By taking that next step of developing a multi-cloud strategy, organizations that are already delivering IT services to end users via a blend of on-premises and cloud-based resources can yield benefits in three specific areas: service delivery, security and cost management.
Why invest in a multi-cloud strategy?
Nemertes Research’s “Cloud, Network and Infrastructure: 2019-2020 Research Study” found that 2019 was the watershed year for multi-cloud. For the first time, the average organization delivered most services — approximately 56% — using external clouds, with 27% of the workload using SaaS and 29% using IaaS/PaaS.
Research has also consistently shown that those who wrap this shift from on-premises to cloud-based in a cloud architecture and strategy are more likely to succeed, whether success is judged by the cost of delivering services or by service reliability. Those that don’t develop an architecture and strategy face increased costs and less reliability.
Defining a multi-cloud strategy
A multi-cloud strategy defines the following:
- how the enterprise will decide which clouds to use for what purposes, including both public and private clouds and all types of cloud platform — i.e., IaaS, PaaS and SaaS;
- how cloud offerings will fit together with each other and with on-premises offerings;
- how the enterprise will decide where data can and should live; and
- how the enterprise will use and secure access to resources and data.
As with any technology strategy, to reap the benefits of a multi-cloud strategy, it must be grounded in business requirements and technology principles.
These business requirements may include minimizing capital costs and variation in monthly Opex and eliminating customer-perceptible service outages. Such services can vary significantly across industries and organizations in both content and priority. For example, one business will put a much higher premium on continuity of service to customers than another, even in the same industry.

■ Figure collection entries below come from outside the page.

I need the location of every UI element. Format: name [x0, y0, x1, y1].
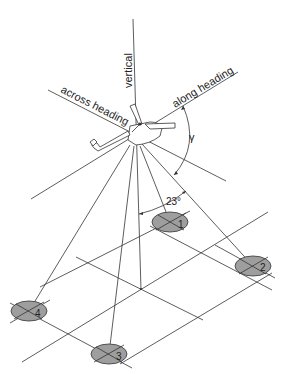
svg-text:1: 1	[178, 219, 184, 230]
svg-text:2: 2	[260, 262, 266, 273]
footprint-4: 4	[11, 301, 47, 321]
footprint-1: 1	[152, 212, 188, 232]
gamma-arc	[174, 106, 190, 175]
helicopter-beam-geometry-diagram: γ 23° 1 2 3 4 vertical	[0, 0, 282, 374]
ground-grid	[10, 211, 275, 368]
across-heading-label: across heading	[59, 83, 131, 128]
along-heading-label: along heading	[170, 64, 235, 110]
vertical-label: vertical	[122, 53, 134, 88]
gamma-label: γ	[189, 131, 195, 143]
beams	[29, 144, 253, 354]
beam-1	[140, 146, 170, 222]
vertical-axis	[133, 19, 141, 290]
beam-2	[142, 144, 253, 266]
svg-text:4: 4	[35, 308, 41, 319]
beam-4	[29, 145, 130, 311]
footprint-2: 2	[235, 256, 271, 276]
svg-text:3: 3	[116, 351, 122, 362]
angle-label: 23°	[166, 196, 181, 207]
footprint-3: 3	[91, 344, 127, 364]
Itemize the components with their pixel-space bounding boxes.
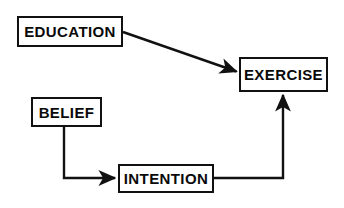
node-intention-label: INTENTION (124, 171, 208, 186)
node-belief-label: BELIEF (39, 105, 95, 120)
node-belief: BELIEF (31, 97, 102, 127)
edge-education-to-exercise (123, 32, 237, 72)
node-intention: INTENTION (118, 164, 214, 193)
edge-intention-to-exercise (214, 95, 283, 178)
node-exercise-label: EXERCISE (244, 67, 323, 82)
node-education-label: EDUCATION (24, 24, 116, 39)
diagram-canvas: EDUCATION EXERCISE BELIEF INTENTION (0, 0, 344, 208)
node-exercise: EXERCISE (239, 57, 328, 92)
node-education: EDUCATION (17, 16, 123, 47)
edge-belief-to-intention (64, 127, 115, 178)
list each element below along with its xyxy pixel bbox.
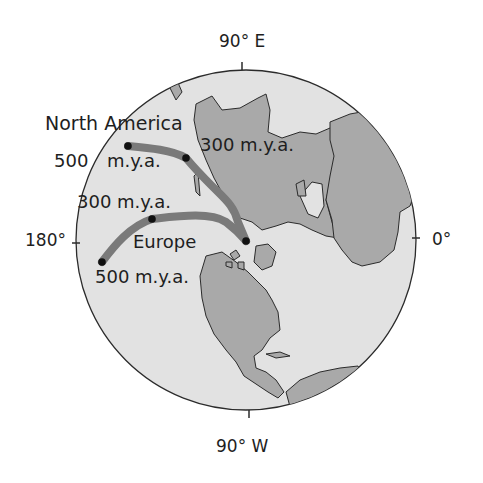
point-eu-300 — [148, 215, 156, 223]
axis-label-bottom: 90° W — [216, 438, 268, 455]
label-na-500: 500 — [54, 152, 88, 170]
label-na-300: 300 m.y.a. — [200, 136, 294, 154]
point-present — [242, 237, 250, 245]
point-na-500 — [124, 142, 132, 150]
polar-wander-map — [0, 0, 483, 483]
point-eu-500 — [98, 258, 106, 266]
axis-label-left: 180° — [25, 232, 66, 249]
label-na-500-suffix: m.y.a. — [107, 152, 161, 170]
point-na-300 — [182, 154, 190, 162]
axis-label-right: 0° — [432, 231, 451, 248]
label-north-america: North America — [45, 114, 183, 133]
label-eu-300: 300 m.y.a. — [77, 193, 171, 211]
label-europe: Europe — [133, 233, 196, 251]
axis-label-top: 90° E — [219, 33, 265, 50]
label-eu-500: 500 m.y.a. — [95, 268, 189, 286]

IT must also ground a multi-cloud strategy by considering several key factors about the technology, including whether to build or buy, utilize open source or proprietary software, and implement one platform for everything or a central platform with some gap fillers.

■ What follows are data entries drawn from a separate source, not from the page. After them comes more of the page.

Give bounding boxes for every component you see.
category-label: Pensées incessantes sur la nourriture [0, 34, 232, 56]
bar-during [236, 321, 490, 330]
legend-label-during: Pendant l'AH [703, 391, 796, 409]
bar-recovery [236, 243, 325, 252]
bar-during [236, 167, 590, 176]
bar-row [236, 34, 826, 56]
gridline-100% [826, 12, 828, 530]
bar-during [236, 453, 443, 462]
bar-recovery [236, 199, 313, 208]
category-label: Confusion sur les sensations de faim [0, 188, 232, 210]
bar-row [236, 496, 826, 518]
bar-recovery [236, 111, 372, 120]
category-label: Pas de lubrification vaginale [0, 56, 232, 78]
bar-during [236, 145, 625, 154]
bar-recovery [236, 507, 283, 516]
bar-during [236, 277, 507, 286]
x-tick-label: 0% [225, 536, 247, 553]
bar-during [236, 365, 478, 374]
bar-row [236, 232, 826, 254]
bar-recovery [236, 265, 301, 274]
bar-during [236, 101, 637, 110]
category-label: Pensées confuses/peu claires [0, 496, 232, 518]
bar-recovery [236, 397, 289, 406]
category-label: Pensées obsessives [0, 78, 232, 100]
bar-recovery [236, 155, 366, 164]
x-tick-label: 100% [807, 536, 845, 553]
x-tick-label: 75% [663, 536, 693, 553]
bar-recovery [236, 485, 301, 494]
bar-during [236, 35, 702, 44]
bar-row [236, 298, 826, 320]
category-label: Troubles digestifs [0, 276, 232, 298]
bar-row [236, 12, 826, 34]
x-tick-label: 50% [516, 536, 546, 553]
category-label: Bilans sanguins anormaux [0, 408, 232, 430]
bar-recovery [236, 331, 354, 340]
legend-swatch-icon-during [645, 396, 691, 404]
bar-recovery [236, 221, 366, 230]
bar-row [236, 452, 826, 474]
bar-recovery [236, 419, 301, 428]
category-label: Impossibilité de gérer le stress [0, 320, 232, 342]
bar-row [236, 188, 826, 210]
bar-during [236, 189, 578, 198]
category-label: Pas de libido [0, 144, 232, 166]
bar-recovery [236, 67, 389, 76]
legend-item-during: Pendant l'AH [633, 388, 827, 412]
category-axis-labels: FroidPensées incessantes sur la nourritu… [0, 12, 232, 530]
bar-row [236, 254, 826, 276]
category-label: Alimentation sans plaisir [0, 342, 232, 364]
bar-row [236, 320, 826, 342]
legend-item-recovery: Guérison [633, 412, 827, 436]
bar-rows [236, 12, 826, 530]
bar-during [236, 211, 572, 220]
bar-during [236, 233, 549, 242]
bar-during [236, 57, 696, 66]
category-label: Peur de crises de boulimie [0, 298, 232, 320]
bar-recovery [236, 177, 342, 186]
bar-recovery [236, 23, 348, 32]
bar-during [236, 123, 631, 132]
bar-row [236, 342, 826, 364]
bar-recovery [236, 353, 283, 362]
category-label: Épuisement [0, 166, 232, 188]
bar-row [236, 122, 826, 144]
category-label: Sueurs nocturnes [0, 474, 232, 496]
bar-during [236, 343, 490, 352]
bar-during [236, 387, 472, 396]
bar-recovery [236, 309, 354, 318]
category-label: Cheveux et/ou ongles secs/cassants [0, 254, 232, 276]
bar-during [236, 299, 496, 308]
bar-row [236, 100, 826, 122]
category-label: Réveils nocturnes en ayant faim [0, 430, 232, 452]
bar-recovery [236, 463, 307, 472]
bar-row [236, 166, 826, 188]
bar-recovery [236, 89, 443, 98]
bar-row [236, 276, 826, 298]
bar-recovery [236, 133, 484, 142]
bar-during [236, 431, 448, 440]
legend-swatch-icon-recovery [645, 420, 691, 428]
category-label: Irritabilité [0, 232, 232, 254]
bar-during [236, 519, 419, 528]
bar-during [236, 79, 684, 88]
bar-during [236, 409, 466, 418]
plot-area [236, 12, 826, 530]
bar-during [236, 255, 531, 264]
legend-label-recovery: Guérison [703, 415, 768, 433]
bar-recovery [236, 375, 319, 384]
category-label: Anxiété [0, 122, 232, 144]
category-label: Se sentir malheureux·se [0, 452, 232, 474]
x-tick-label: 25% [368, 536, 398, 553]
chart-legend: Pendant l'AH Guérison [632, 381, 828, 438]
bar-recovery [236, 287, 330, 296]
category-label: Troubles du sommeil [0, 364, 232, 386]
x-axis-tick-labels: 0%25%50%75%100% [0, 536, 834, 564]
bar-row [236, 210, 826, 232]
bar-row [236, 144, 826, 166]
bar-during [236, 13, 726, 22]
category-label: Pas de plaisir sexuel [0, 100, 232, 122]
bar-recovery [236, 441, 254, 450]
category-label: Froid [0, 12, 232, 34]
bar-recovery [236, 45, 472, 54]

IT leadership should explicitly state the principles that guide decisions about how cloud offerings are selected and knit together. They are as important in developing a multi-cloud strategy as they have been in building on-premises portfolios.

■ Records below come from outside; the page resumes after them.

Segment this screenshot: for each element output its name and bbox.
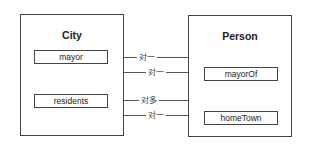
person-field-mayorOf: mayorOf bbox=[204, 67, 278, 81]
person-entity: Person mayorOf homeTown bbox=[188, 15, 292, 137]
city-field-mayor: mayor bbox=[34, 50, 108, 64]
city-entity: City mayor residents bbox=[20, 14, 124, 136]
person-title: Person bbox=[189, 30, 291, 42]
city-title: City bbox=[21, 29, 123, 41]
relation-label-4: 对一 bbox=[146, 111, 166, 120]
relation-label-1: 对一 bbox=[137, 53, 157, 62]
relation-label-3: 对多 bbox=[139, 96, 159, 105]
relation-label-2: 对一 bbox=[146, 68, 166, 77]
city-field-residents: residents bbox=[34, 94, 108, 108]
person-field-homeTown: homeTown bbox=[204, 111, 278, 125]
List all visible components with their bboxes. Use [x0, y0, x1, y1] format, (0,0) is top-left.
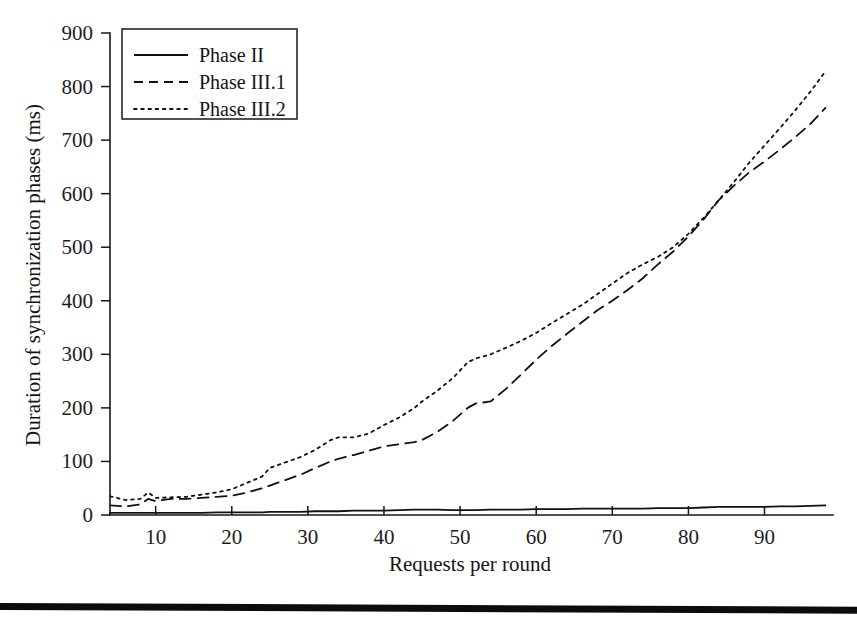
y-tick-label: 600	[62, 182, 94, 206]
y-tick-label: 500	[62, 235, 94, 259]
y-axis-ticks: 0100200300400500600700800900	[62, 21, 111, 527]
x-tick-label: 20	[221, 525, 242, 549]
x-tick-label: 10	[145, 525, 166, 549]
y-tick-label: 0	[83, 503, 94, 527]
y-tick-label: 400	[62, 289, 94, 313]
chart-legend: Phase IIPhase III.1Phase III.2	[122, 29, 297, 120]
y-tick-label: 900	[62, 21, 94, 45]
x-tick-label: 40	[373, 525, 394, 549]
data-series-group	[110, 72, 825, 513]
legend-label-1: Phase II	[199, 44, 264, 66]
legend-label-3: Phase III.2	[199, 98, 286, 120]
series-line-phase-ii	[110, 505, 825, 513]
y-tick-label: 200	[62, 396, 94, 420]
legend-label-2: Phase III.1	[199, 71, 286, 93]
legend-items: Phase IIPhase III.1Phase III.2	[134, 44, 286, 120]
x-tick-label: 80	[678, 525, 699, 549]
x-tick-label: 70	[602, 525, 623, 549]
y-tick-label: 300	[62, 342, 94, 366]
series-line-phase-iii-2	[110, 72, 825, 500]
series-line-phase-iii-1	[110, 108, 825, 506]
x-tick-label: 90	[754, 525, 775, 549]
x-tick-label: 50	[450, 525, 471, 549]
x-axis-title: Requests per round	[389, 552, 552, 576]
y-axis-title: Duration of synchronization phases (ms)	[21, 104, 45, 446]
x-tick-label: 30	[297, 525, 318, 549]
y-tick-label: 700	[62, 128, 94, 152]
figure-container: 0100200300400500600700800900 10203040506…	[0, 0, 857, 623]
x-tick-label: 60	[526, 525, 547, 549]
y-tick-label: 800	[62, 75, 94, 99]
y-tick-label: 100	[62, 449, 94, 473]
line-chart: 0100200300400500600700800900 10203040506…	[0, 0, 857, 623]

Benefits of a multi-cloud strategy
1. Better service delivery with multiple clouds
With a strategy and architecture to guide them, organizations embracing multi-cloud can achieve lower downtime for critical services. Nemertes found that the most successful cloud organizations, in terms of downtime, all have cloud strategies and architectures. They also embrace several other practices at higher rates than less successful peers, including the following:
- use of a workload placement process for selecting which cloud to implement an offering in to get the best fit of platform to workload;
- use of a cloud service broker for deploying and orchestrating workloads in multiple clouds and optimizing for performance, availability and cost; and
- use of a formal cloud workload onboarding process.
Implementing a strategic approach to where and how multiple clouds are deployed and used results in consistency and speed. On average, when there is a problem with a cloud-delivered service, these organizations can resolve it and restore normal service in 29 minutes or less, versus 1,672 minutes for everyone else.
2. Better security
An organization that implements a multi-cloud strategy can raise the bar on security as well. By bringing new services into the overall enterprise portfolio with clear guidance on how users can authenticate data, how it can flow and where it can live, IT can reduce the opportunities for data loss and leakage, weak authentication and lateral compromises from lower-security platforms into higher-security ones.
Successful cloud organizations are also more likely to use cloud-based security systems, including single sign-on as a service and cloud access security brokers. Nemertes’ “2019-2020 Cloud and Cybersecurity Research Study” found use of such tools associated with a 50% reduction in the amount of time required to detect, understand and contain cybersecurity attacks.
3. Reduced costs
Proper care and planning in where and how workloads are spread across multiple clouds can also lead to lower costs overall. On average, organizations spend about 12% more to run a workload in IaaS than they do in their own data centers and about 21% more to run in SaaS instead of in-house. However, the most successful organizations can spend 40% less to run work in IaaS than in-house and about 38% less using SaaS.
IT teams can reach these savings by utilizing a workload placement process. This enables them to consider an offering’s architecture as a factor in deciding whether to move it to cloud and how. For example, it might have branches for performing a simple lift and shift on a workload well suited to IaaS, for implementing a platform to exploit PaaS options in an IaaS environment or for doing a rewrite for cloud.